Audio Networking: Broadcast Sound on the Move, Part 2 — Open Standards

Although proprietary audio-network products have garnered a lot of attention in the growing market for networked audio-signal transport, standards-based approaches are also on the table.

AVB (Audio/Video Bridging) looks to make its first significant impact in 2014, with a number of compatible products coming from AVnu Alliance’s 60-odd members through the university-based testing process necessary for the AVB stamp of intercompatibility approval. According to Sheldon Radford, senior product manager, live systems, Avid, and that company’s liaison to the AVnu Alliance, the long wait from announcement to product reality for AVB-compliant products is due to the thoroughness implicit in IEEE standards-based vetting, but they will have been worth the wait.

“There are benefits, such as guaranteed playout synchronization between points on a network and the fact that an open-standards approach tends to have a very long shelf life,” he says. “AVB leverages the ubiquity of Ethernet infrastructure and will be around for a long time to come.”

Even newer is the AES67 protocol, announced in September, which establishes interoperability standards for interoperability of networked/streamed audio-over-IP. It was created to address the fact that, although there are networked-audio products and systems developed to support high-performance media networking, until now there have been no recommendations for working with these systems in an interoperable manner — that is, allowing various components of systems from different manufacturers to work together in a single system. AES67 provides comprehensive interoperability recommendations for synchronization, media-clock identification, network transport, encoding and streaming, session description, and connection management.

The AES67 standard addresses high-performance media networks that support professional-quality audio (16-bit, 44.1-kHz, and higher) with low latencies (less than 10 milliseconds), and at a level of network performance that can scale from local-area to enterprise-level networks. In contrasting a standards-based approach with proprietary ones, Says Kevin Gross, owner of Denver-based digital network consulting firm AVA Networks and leader of the AES work group that developed AES67, “The proprietary systems on the market now are like black boxes: they require a license or an NDA. AES67 is all about transparency.”
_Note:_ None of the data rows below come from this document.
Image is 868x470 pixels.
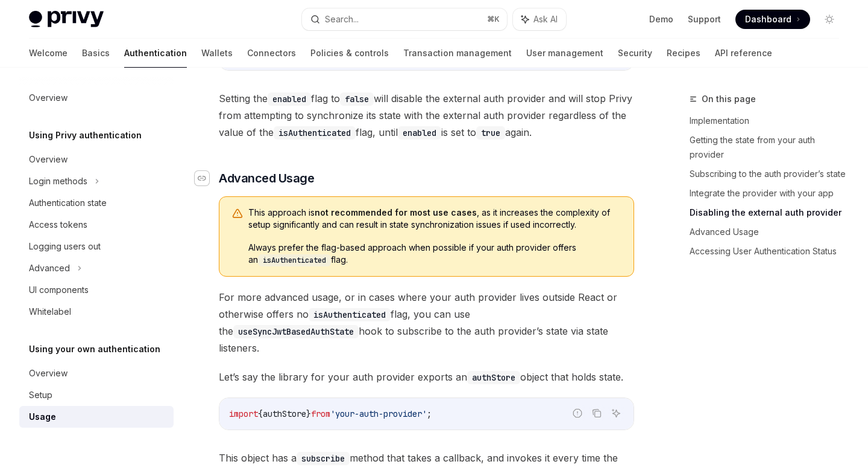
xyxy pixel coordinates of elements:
button: Ask AI [513,9,566,30]
a: Disabling the external auth provider [690,202,849,222]
a: Security [618,39,652,68]
a: Setup [20,384,174,406]
div: Authentication state [29,196,107,210]
button: Ask AI [608,405,624,421]
a: Getting the state from your auth provider [690,130,849,164]
div: Usage [29,409,56,424]
span: Setting the flag to will disable the external auth provider and will stop Privy from attempting t... [218,90,634,141]
div: Whitelabel [29,304,71,319]
a: Wallets [201,39,233,68]
span: Ask AI [534,13,558,26]
a: Overview [20,148,174,170]
span: This approach is , as it increases the complexity of setup significantly and can result in state ... [248,207,622,231]
a: Authentication [124,39,187,68]
h5: Using your own authentication [29,341,160,356]
a: Policies & controls [310,39,389,68]
a: Whitelabel [20,300,174,322]
button: Toggle dark mode [820,9,840,29]
a: Transaction management [404,39,512,68]
a: Implementation [690,111,849,130]
img: light logo [29,11,104,27]
div: UI components [29,282,88,297]
div: Overview [29,365,68,380]
h5: Using Privy authentication [29,128,141,142]
code: isAuthenticated [258,254,331,266]
strong: not recommended for most use cases [314,207,477,217]
a: Logging users out [20,235,174,257]
a: Integrate the provider with your app [690,184,849,202]
span: For more advanced usage, or in cases where your auth provider lives outside React or otherwise of... [218,288,634,356]
button: Report incorrect code [570,405,585,421]
code: false [340,93,374,105]
span: Dashboard [745,13,792,26]
span: from [311,408,331,419]
code: enabled [267,93,311,105]
span: { [258,408,263,419]
div: Search... [325,12,359,27]
span: } [307,408,311,419]
a: Support [688,13,721,26]
a: Subscribing to the auth provider’s state [690,164,849,184]
span: Advanced Usage [218,170,314,186]
a: Welcome [29,39,68,68]
a: User management [526,39,603,68]
span: authStore [263,408,307,419]
div: Advanced [29,261,70,275]
code: subscribe [296,451,350,465]
span: 'your-auth-provider' [331,408,427,419]
span: import [229,408,258,419]
div: Overview [29,91,68,105]
a: Recipes [667,39,701,68]
svg: Warning [231,208,243,220]
a: Navigate to header [195,170,218,186]
code: isAuthenticated [274,126,356,140]
span: ; [427,408,432,419]
a: Access tokens [20,214,174,235]
div: Login methods [29,174,87,189]
a: Authentication state [20,192,174,214]
button: Search...⌘K [302,9,506,30]
a: Accessing User Authentication Status [690,241,849,261]
a: Dashboard [736,9,811,29]
div: Logging users out [29,239,101,254]
div: Access tokens [29,217,87,232]
a: Overview [20,362,174,384]
a: Basics [82,39,110,68]
span: ⌘ K [488,15,500,24]
div: Setup [29,388,52,402]
a: Usage [20,406,174,427]
span: Always prefer the flag-based approach when possible if your auth provider offers an flag. [248,241,622,266]
button: Copy the contents from the code block [590,405,605,421]
a: Demo [650,13,673,26]
code: enabled [398,126,441,140]
a: Connectors [248,39,296,68]
a: Advanced Usage [690,222,849,241]
a: UI components [20,279,174,300]
code: isAuthenticated [308,308,391,321]
div: Overview [29,152,68,166]
a: API reference [715,39,772,68]
code: authStore [467,371,520,384]
code: true [476,126,506,140]
code: useSyncJwtBasedAuthState [233,325,359,338]
span: Let’s say the library for your auth provider exports an object that holds state. [218,368,634,385]
span: On this page [702,92,756,106]
a: Overview [20,87,174,109]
AES67 has a number of significant advocates. In fact, the protocol comes out of a collaboration that saw proprietary-network developers and marketers of Ravenna, Dante, QSys, Wheatnet, and Livewire jointly seek common ground and areas of overlap common to their Layer 3 protocols while still using their own particular ways to address other aspects of networking, such as how they format audio data and distribute their sample clocks.

Ultimately, AES67 is meant to let users choose system components from different manufacturers with the expectation that they will be interoperable. However, it’s unlikely that AES67 will offer these Layer 3 formats the same seamless media-distribution standard that AVB seems to promise Layer 2-systems users. For instance, AES67 doesn’t provide device discovery, in which a network tries to find out what other elements are on a network it has been asked to interact with.
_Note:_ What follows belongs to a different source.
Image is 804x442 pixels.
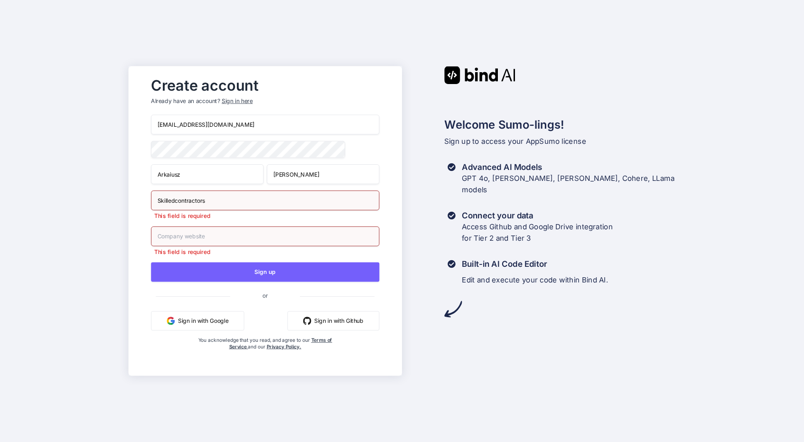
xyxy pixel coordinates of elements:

AVB puts an emphasis on hardware that has achieved the assurances of a governing body, while AES67 is an academic stab at finding some common ground among the growing range of commercial network offerings. The reality is that hierarchies are already being established by market forces, such as Dante’s growing share of the installed-AV market and Ravenna’s traction in the broadcast market in Europe. Audio networking is a game still too close to call.